LINCOLN – The Lincoln Historical Society has until at least the spring to develop a plan to turn the Corro House on West Broadway into a museum, Town Council Chairman Steve Clay said Tuesday.

The society’s late-innings appeal to the council Monday night saved the building from being razed by Nov. 6. In a plan reminiscent of the Millinocket Historical Society’s plan to turn the former Mott Apartment Building on Central Street into a home for its thousands of artifacts, the Lincoln society is eyeing the Corro building, and for many of the same reasons.

“I am certainly relieved that we would have the opportunity to at least try to make a museum of the house,” society President Jeannette King said Tuesday. “It would be an ideal location and the house itself is very historic, having been built in the 1830s.”

Like Millinocket’s society, the Lincoln group’s historical space, a museum at 75 West Broadway, is far too small to effectively house its thousands of artifacts, King said.

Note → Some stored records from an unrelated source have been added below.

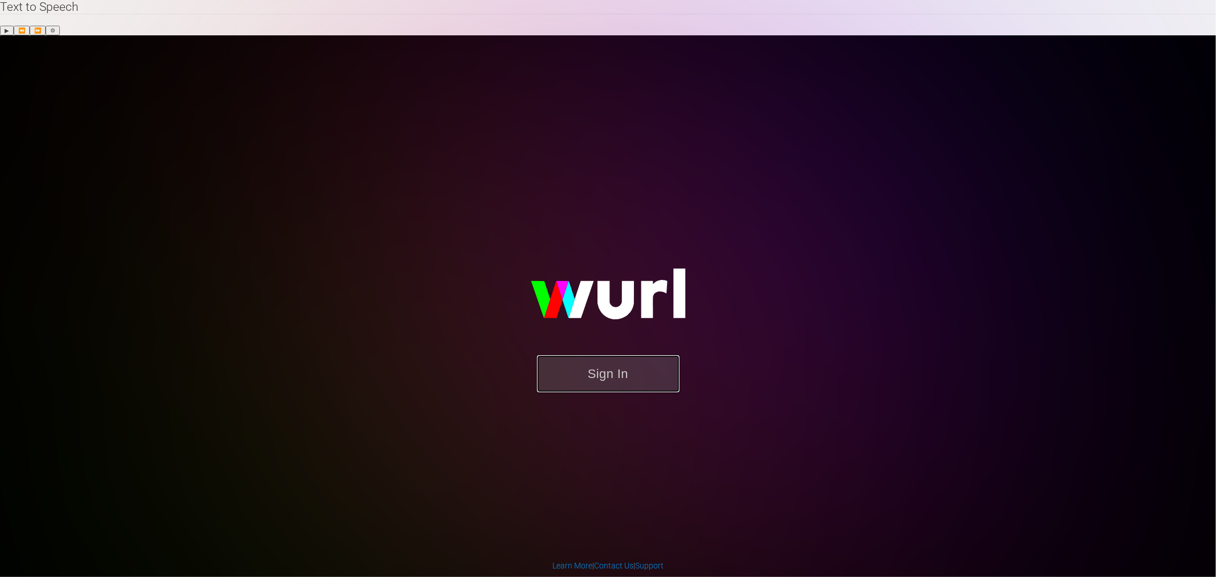 This screenshot has width=1216, height=577. I want to click on button: Previous, so click(22, 30).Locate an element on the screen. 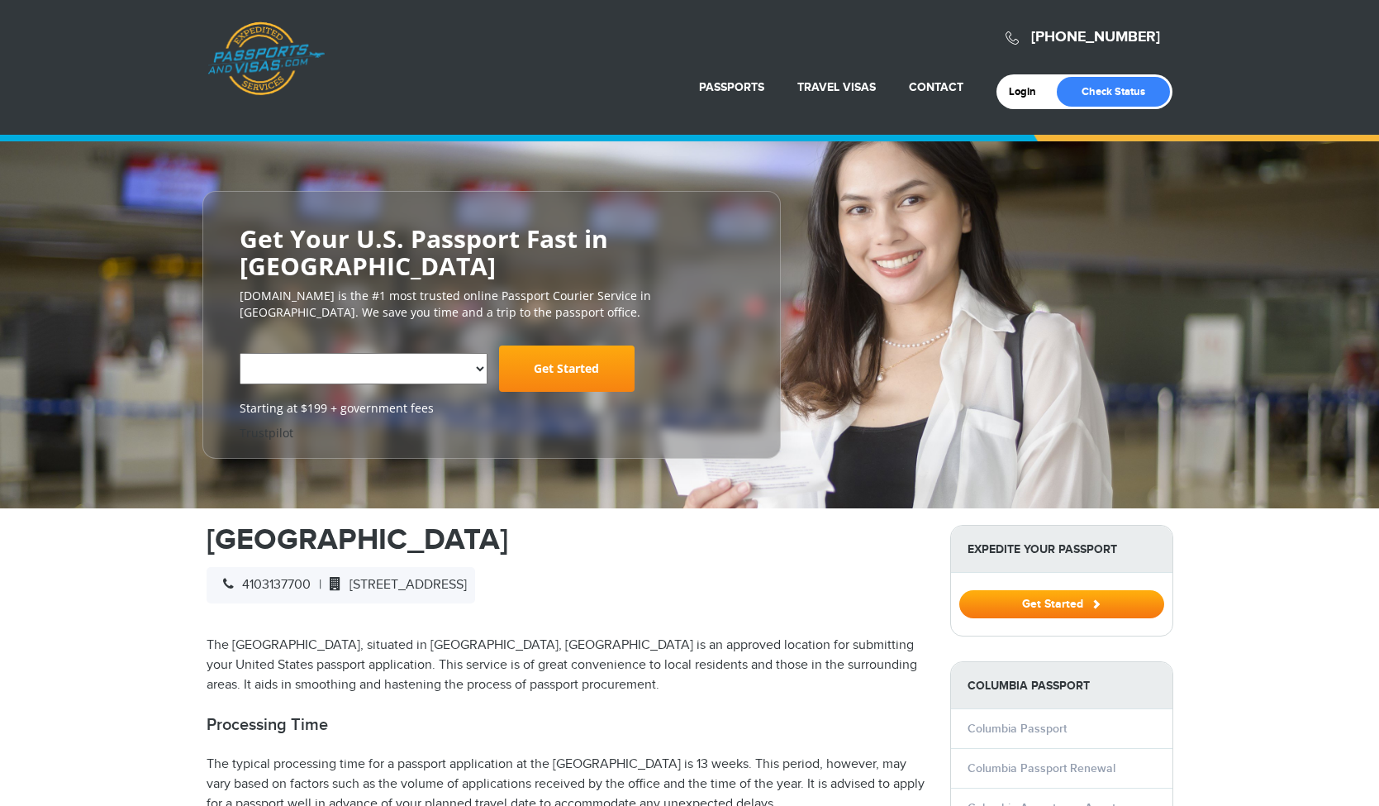  span: 4103137700 is located at coordinates (263, 584).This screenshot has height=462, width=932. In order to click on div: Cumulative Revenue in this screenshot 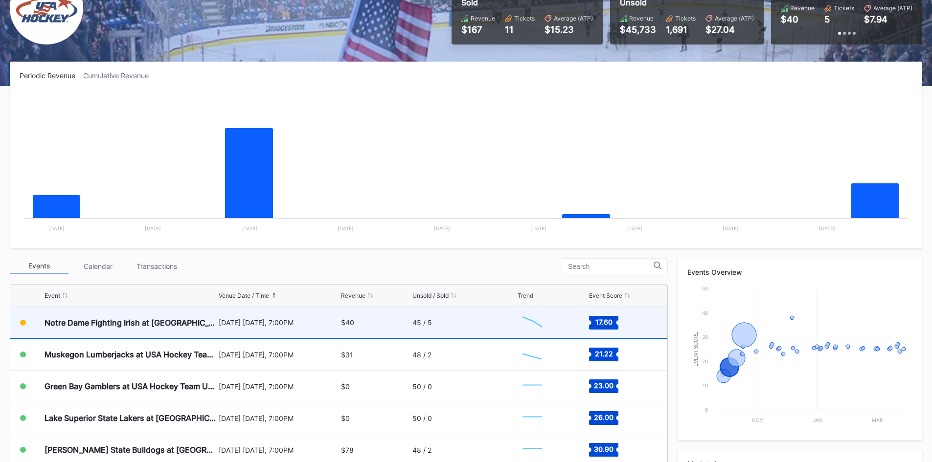, I will do `click(120, 75)`.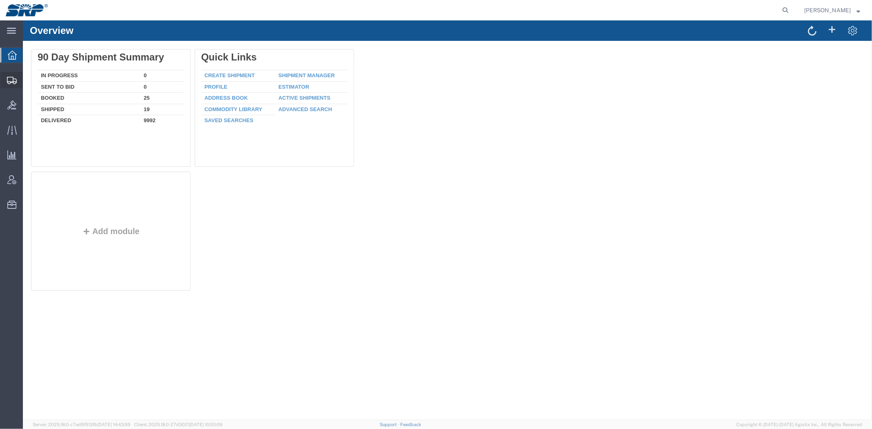 This screenshot has width=872, height=429. What do you see at coordinates (139, 99) in the screenshot?
I see `td: 9992` at bounding box center [139, 99].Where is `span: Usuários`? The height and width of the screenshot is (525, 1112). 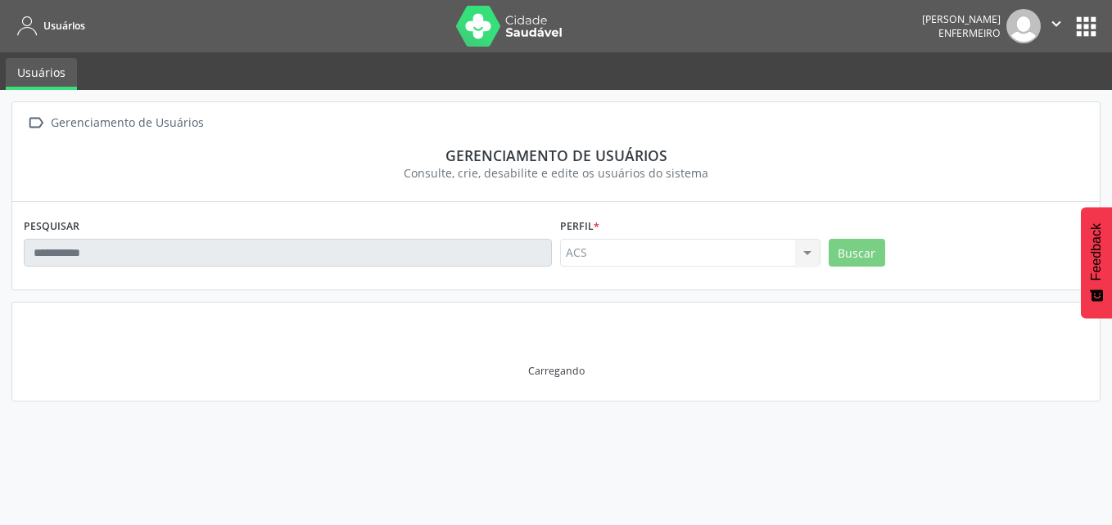 span: Usuários is located at coordinates (64, 25).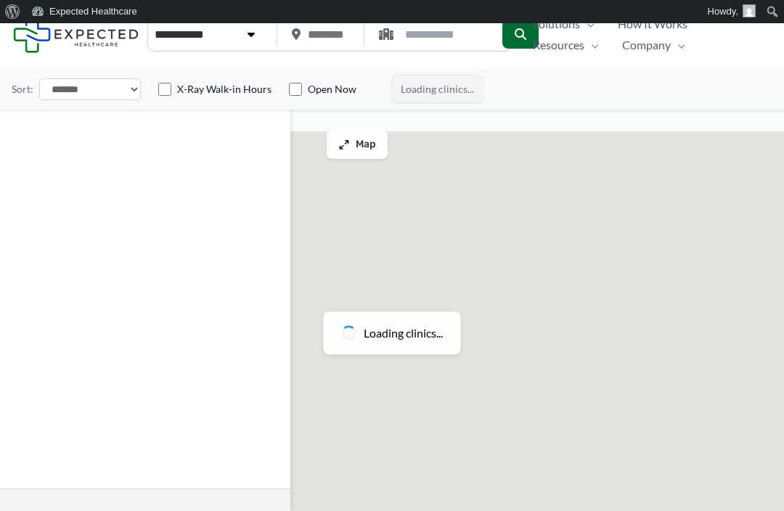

The house is also ideally situated. It’s across the street from a historic and preserved schoolhouse and adjacent to the Lincoln Memorial Library and a regional vocational-technical school, said Patrick Ferris, the society’s vice president.

But the council voted 5-1 last week to raze the Corro building to make way for an eventual, though as yet unplanned, library expansion.

Using a private endowment fund, the town bought the 1.5-story Cape and its half-acre lot for $85,000 in March 2006 to add the house and land to the adjoining library. Through a local management agency, the town rented the property for more than a year but found the arrangement unsatisfactory.

The house needs too much work to be an effective rental, town officials have said.

But the society’s interest caused the council to reconsider. Councilors voted 7-0 Monday to rescind their earlier vote.

One big difference between the plans of Millinocket’s historical society and Lincoln’s: Millinocket has an architectural and fundraising plan for its building and has raised at least $35,000 of the $100,000 it needs to buy the Mott building from the town of Millinocket.

With a book, annual calendar and recipe book for sale or in the works, the Millinocket society’s fundraising efforts are continuous. Ferris believes the Corro building has a historic value and the society’s as yet undeveloped plans could be melded with an eventual library expansion

“It’s one of the oldest buildings still left standing over the last 20 to 30 years,” Ferris said. “This one is in good shape, and we would like to save it.”